While nothing in the biblical record suggests that Christ was a victim, many things in its story reveal that his destiny was not really in the hands of his enemies but in his own.
Jesus determined also the time of his death. Those who took counsel to put him to death decided that it must not occur during the Passover, lest it precipitate a riot. But Jesus had set his date and would keep it. He himself stirred up the people to high-pitched messianic expectations by raising Lazarus from the dead, by requisitioning a donkey with no permission asked; and intentionally fulfilling Old Testament prophecy, he himself provided the acclaiming crowd of Palm Sunday. He prompted Judas to act “quickly”—and the chief priests, having their man suddenly thrust upon them, had to use him at once or not at all. Christ determined that on the day the traditional paschal lamb was chosen, the Lamb of God would also be chosen. By Jesus’ own plan he was chosen on Thursday and died on Friday.
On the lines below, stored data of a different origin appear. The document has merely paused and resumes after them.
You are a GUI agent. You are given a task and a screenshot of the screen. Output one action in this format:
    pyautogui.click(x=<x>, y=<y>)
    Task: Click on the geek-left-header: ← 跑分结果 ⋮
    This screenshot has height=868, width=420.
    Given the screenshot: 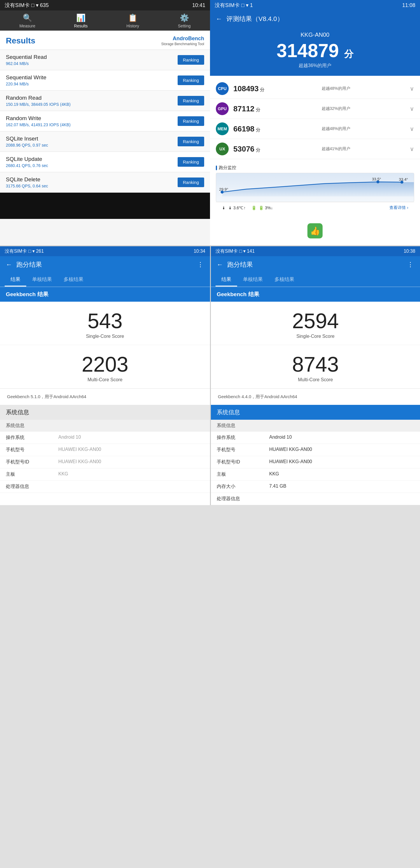 What is the action you would take?
    pyautogui.click(x=105, y=265)
    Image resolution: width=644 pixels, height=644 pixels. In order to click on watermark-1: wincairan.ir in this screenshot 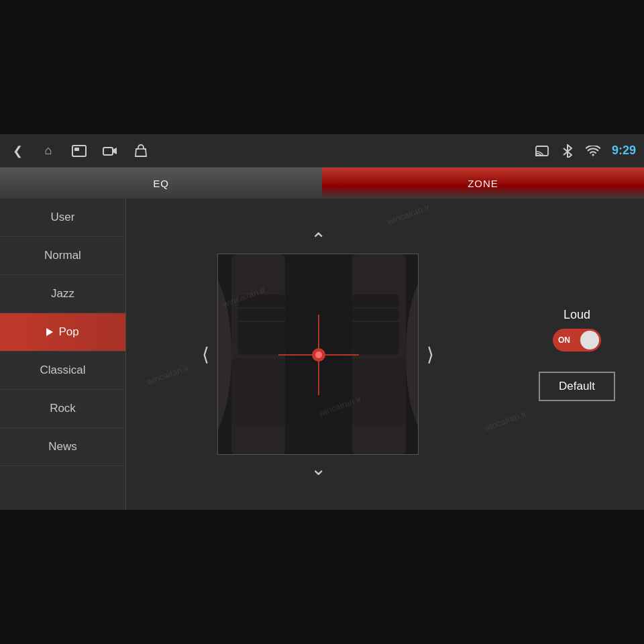, I will do `click(168, 374)`.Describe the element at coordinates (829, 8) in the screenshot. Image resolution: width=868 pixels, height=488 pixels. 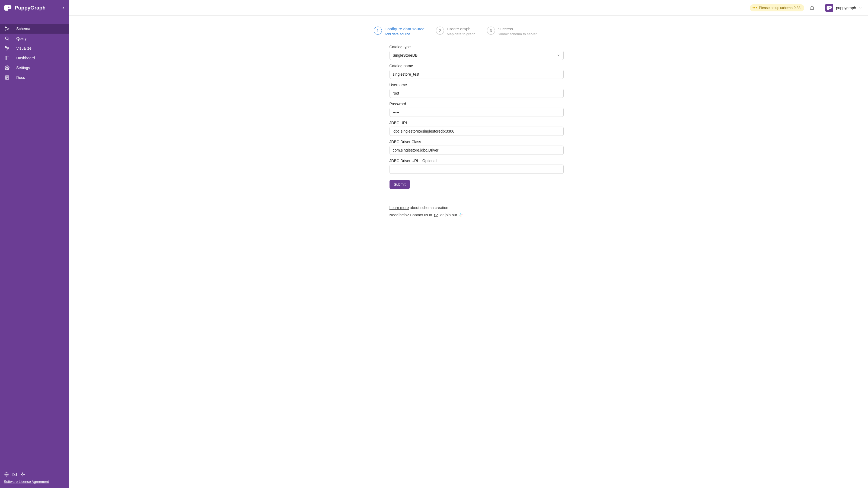
I see `avatar` at that location.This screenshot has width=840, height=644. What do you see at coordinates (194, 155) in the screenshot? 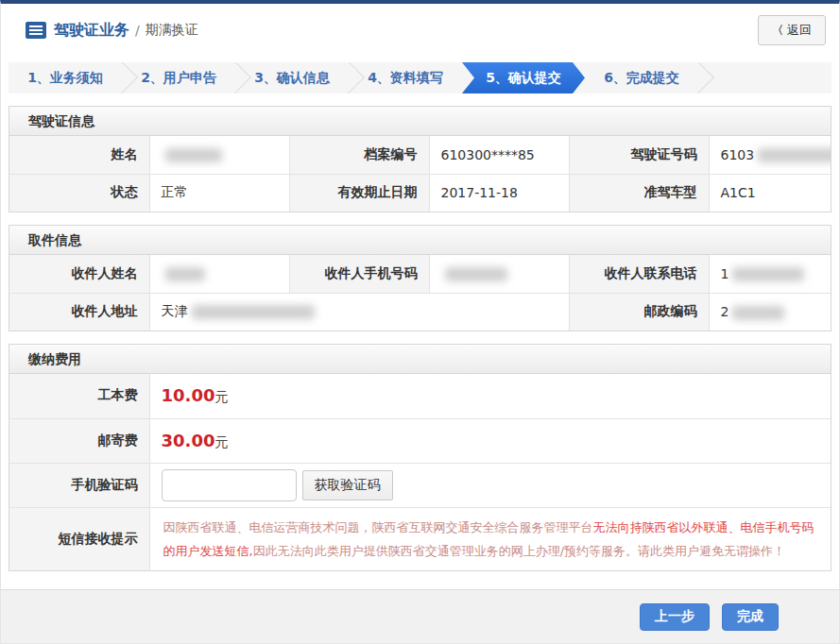
I see `redacted-name` at bounding box center [194, 155].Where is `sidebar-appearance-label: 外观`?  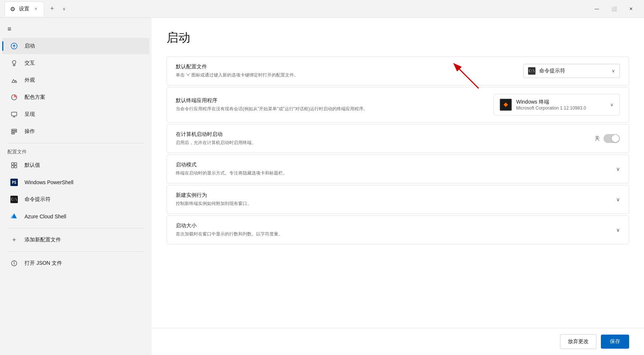 sidebar-appearance-label: 外观 is located at coordinates (30, 80).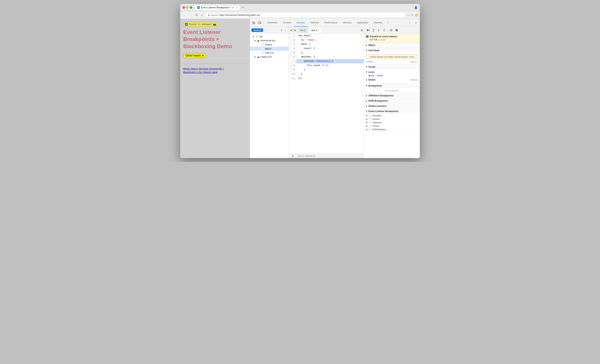  Describe the element at coordinates (262, 45) in the screenshot. I see `file-icon: 📄` at that location.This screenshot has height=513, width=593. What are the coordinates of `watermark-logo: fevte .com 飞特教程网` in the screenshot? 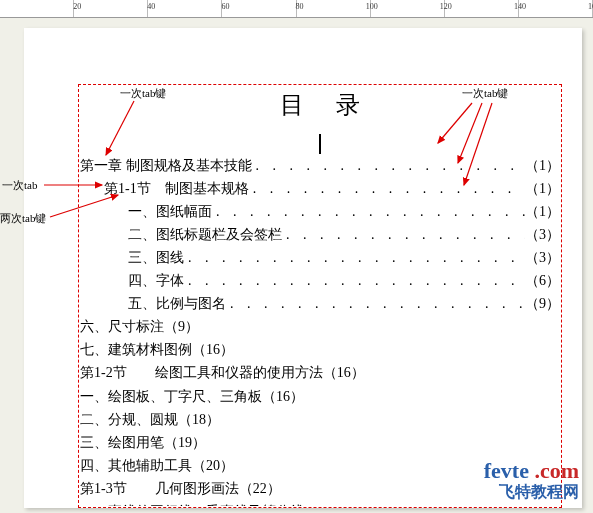 It's located at (532, 480).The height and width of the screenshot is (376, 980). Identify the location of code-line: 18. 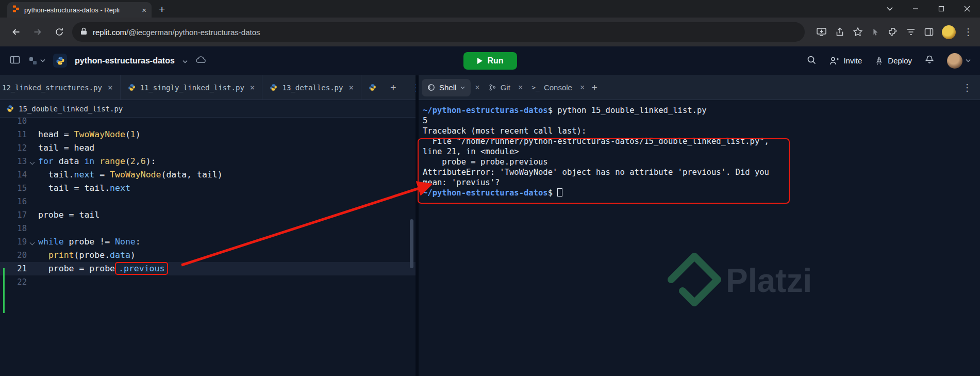
(208, 228).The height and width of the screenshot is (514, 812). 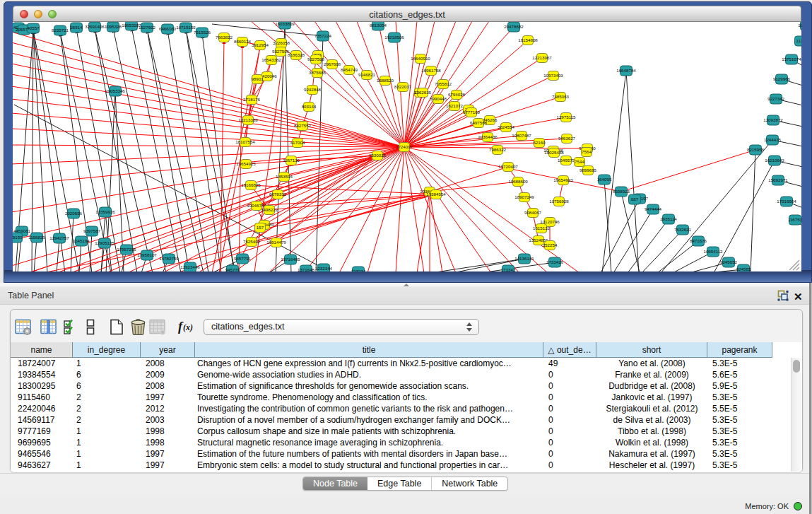 What do you see at coordinates (436, 194) in the screenshot?
I see `svg-text: 19384554` at bounding box center [436, 194].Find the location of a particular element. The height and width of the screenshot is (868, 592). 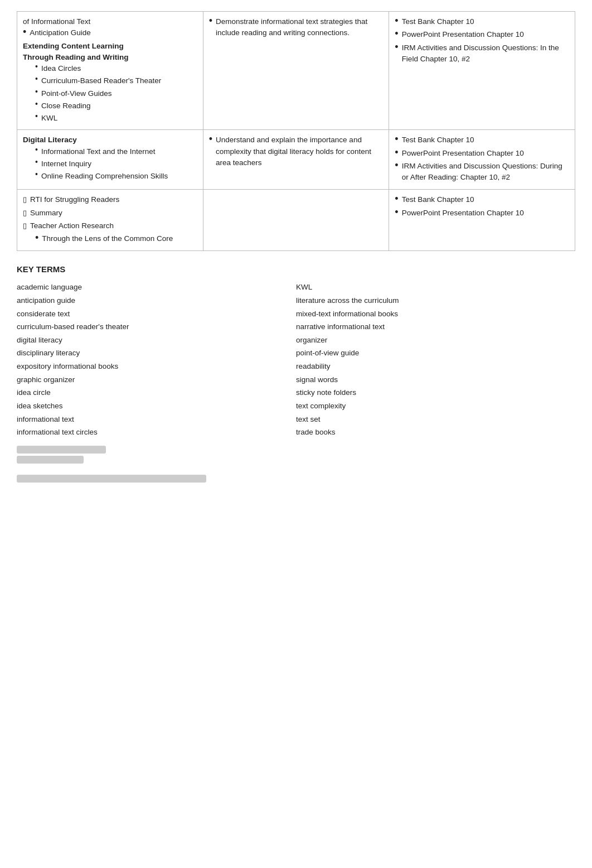

list-item: trade books is located at coordinates (436, 432).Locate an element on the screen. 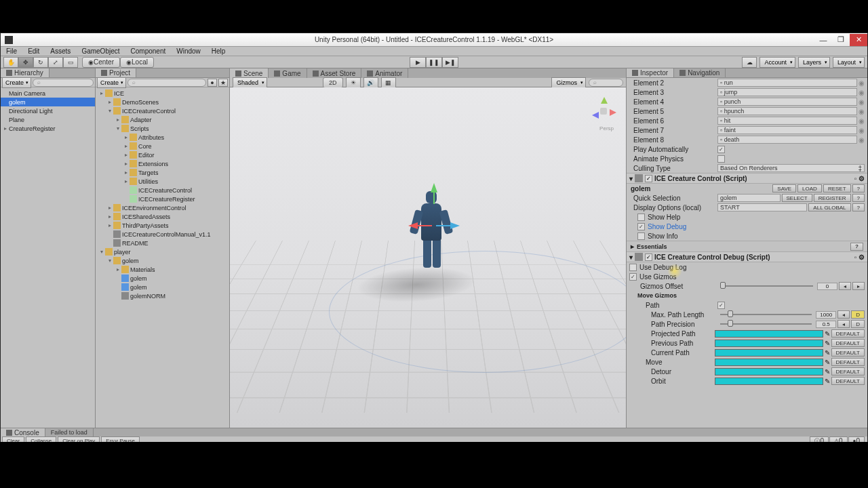 This screenshot has width=868, height=488. hierarchy-item: ▸CreatureRegister is located at coordinates (47, 129).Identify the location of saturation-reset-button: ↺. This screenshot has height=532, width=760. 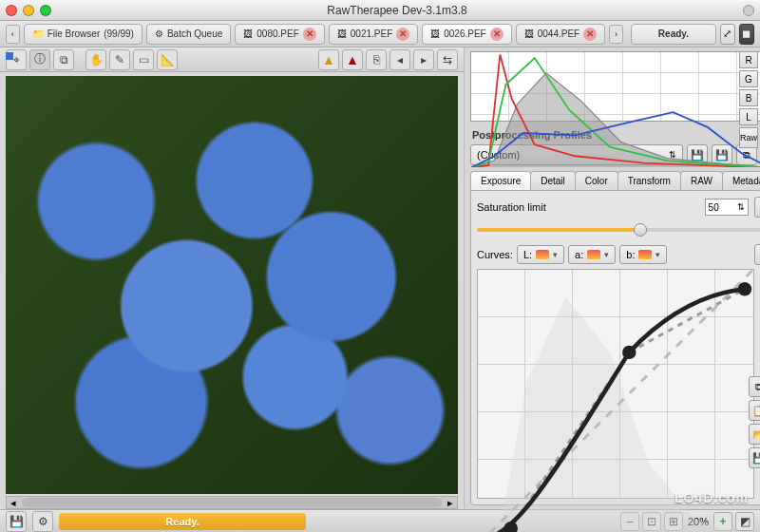
(757, 207).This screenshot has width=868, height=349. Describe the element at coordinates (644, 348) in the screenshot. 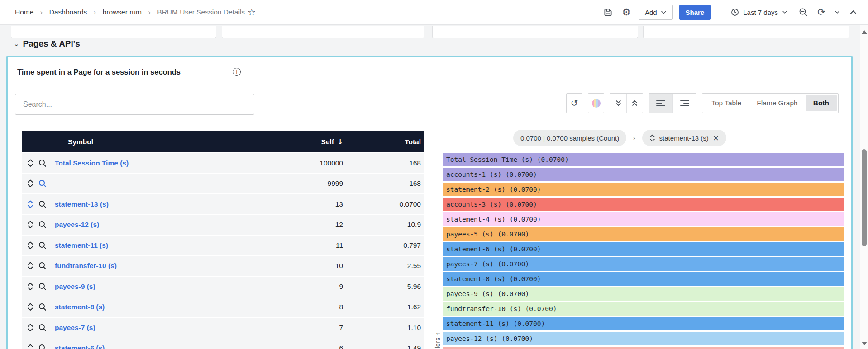

I see `flame-bar` at that location.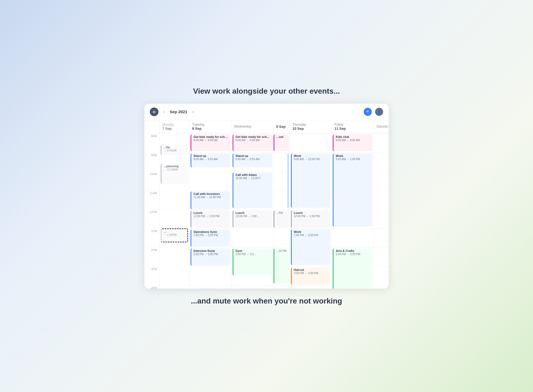 This screenshot has height=392, width=533. Describe the element at coordinates (252, 262) in the screenshot. I see `event-wed-gym: Gym 2:00 PM → 3:5...` at that location.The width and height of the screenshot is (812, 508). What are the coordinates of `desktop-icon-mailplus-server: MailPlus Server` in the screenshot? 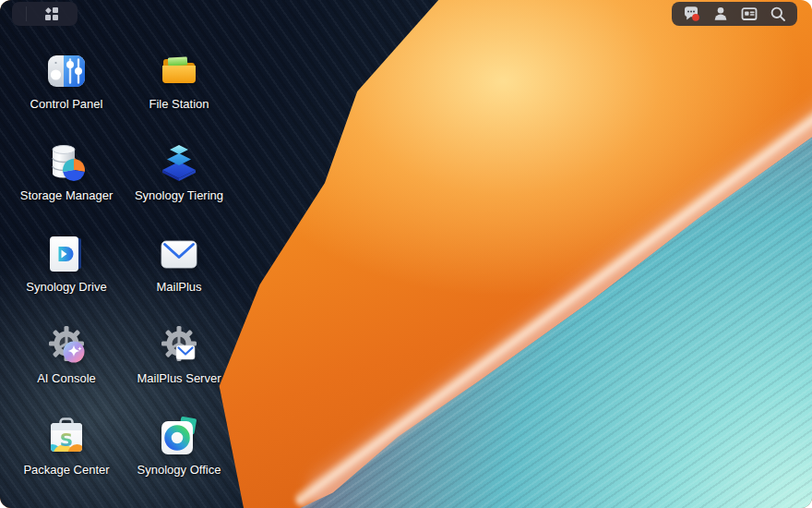 It's located at (179, 366).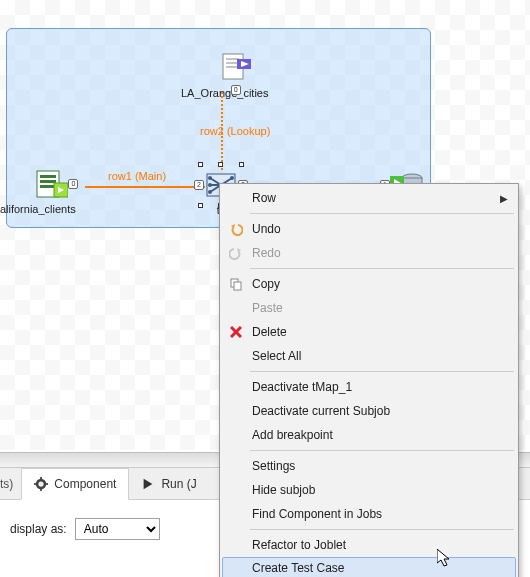  I want to click on undo-icon, so click(236, 229). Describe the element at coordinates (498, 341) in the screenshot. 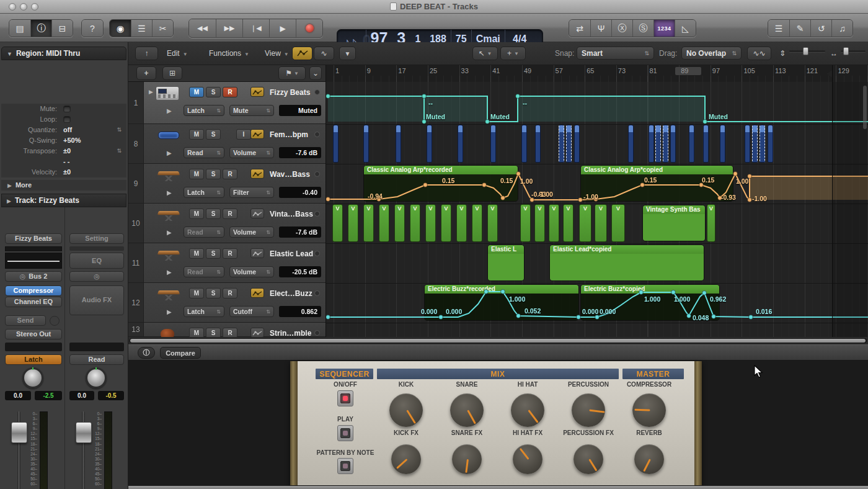

I see `horizontal-scrollbar` at that location.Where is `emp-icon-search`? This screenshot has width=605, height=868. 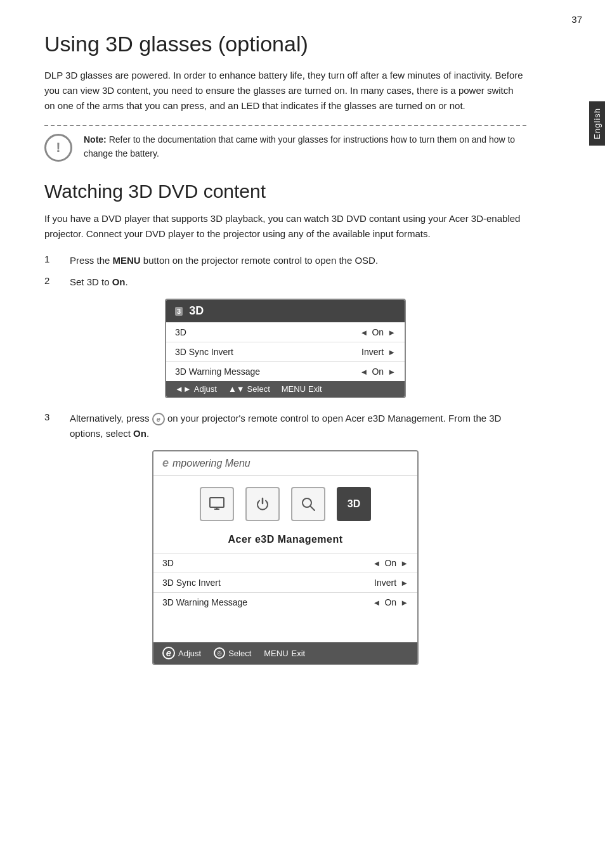
emp-icon-search is located at coordinates (308, 504).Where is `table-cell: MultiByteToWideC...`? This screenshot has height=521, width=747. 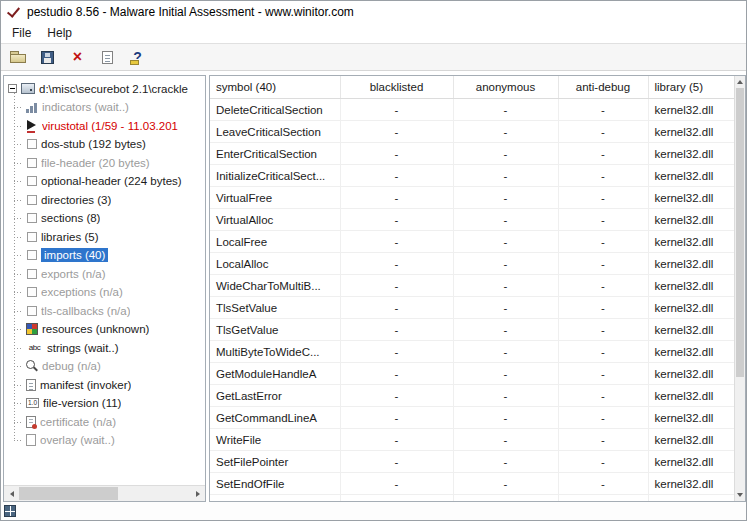 table-cell: MultiByteToWideC... is located at coordinates (275, 352).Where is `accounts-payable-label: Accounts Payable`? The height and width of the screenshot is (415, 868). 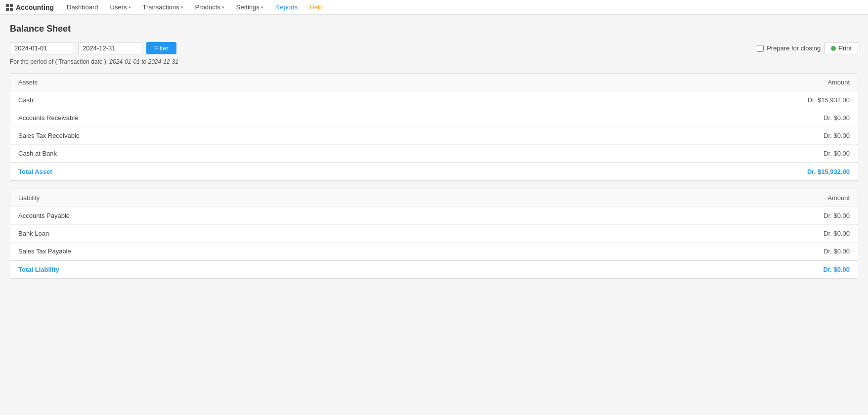
accounts-payable-label: Accounts Payable is located at coordinates (44, 215).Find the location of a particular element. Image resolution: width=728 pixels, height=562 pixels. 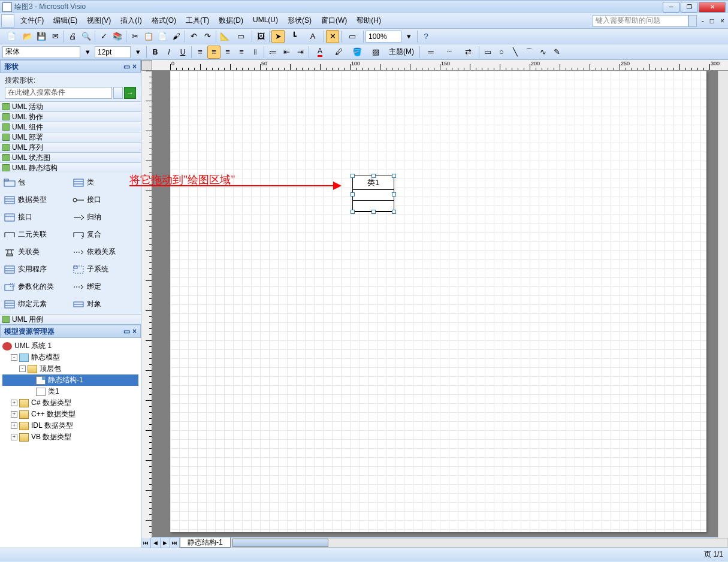

zoom-input: 100% is located at coordinates (383, 37).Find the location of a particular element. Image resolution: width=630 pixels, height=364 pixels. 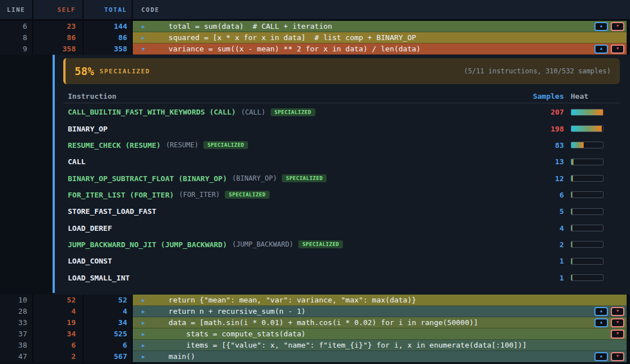

column-header-self: SELF is located at coordinates (59, 10).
Nor was Jesus the victim of Judas. Jesus himself announced that he would be betrayed by one of the twelve. He did not expose Judas but prompted Judas to expose himself. Compelled to follow suit when the betrayal was suddenly announced, Judas too had to ask, “Lord, is it I?” And Jesus answered, “You yourself have said.”
Confronted in Gethsemane by an armed mob, he again dramatically revealed that he was no helpless victim caught in a web of circumstance. He spoke, and the mob reeled backward in impotence.
On the Cross, he remained the Lord, Lord of the Cross itself and of the hatred that fixed him to it: “Father, forgive them.” From the throne of his Cross he commanded, “Woman, behold thy son!” And to John, “Behold thy mother!”
Even in the jaws of death, he remained Lord. All death and hell could not reduce him to a passive victim. He remained the acting Subject. Strange paradox, in his very dying he was functioning as Lord, pouring out his own life. He remained in command of his anguish, rejecting the preferred intoxicant that in full consciousness he might truly give himself sacrificially in an act of love.
How strangely he died! Death did not come to him; he went to death. At the time he willed, he with a strong, “loud voice” himself committed his spirit into the hands of God. His death was his own; in dying he was still in command.
How else could the Lord die but in this royal manner in which death itself became the victim, and the Resurrection was assured? Small wonder he arose—it was already disclosed on the Cross that he would. Let the Church again proclaim the Cross as the Lord’s self-chosen place and time and manner of death. It will then become again a symbol of triumph, and men will lift up the Cross with courage and declare once more: In This Sign We Conquer.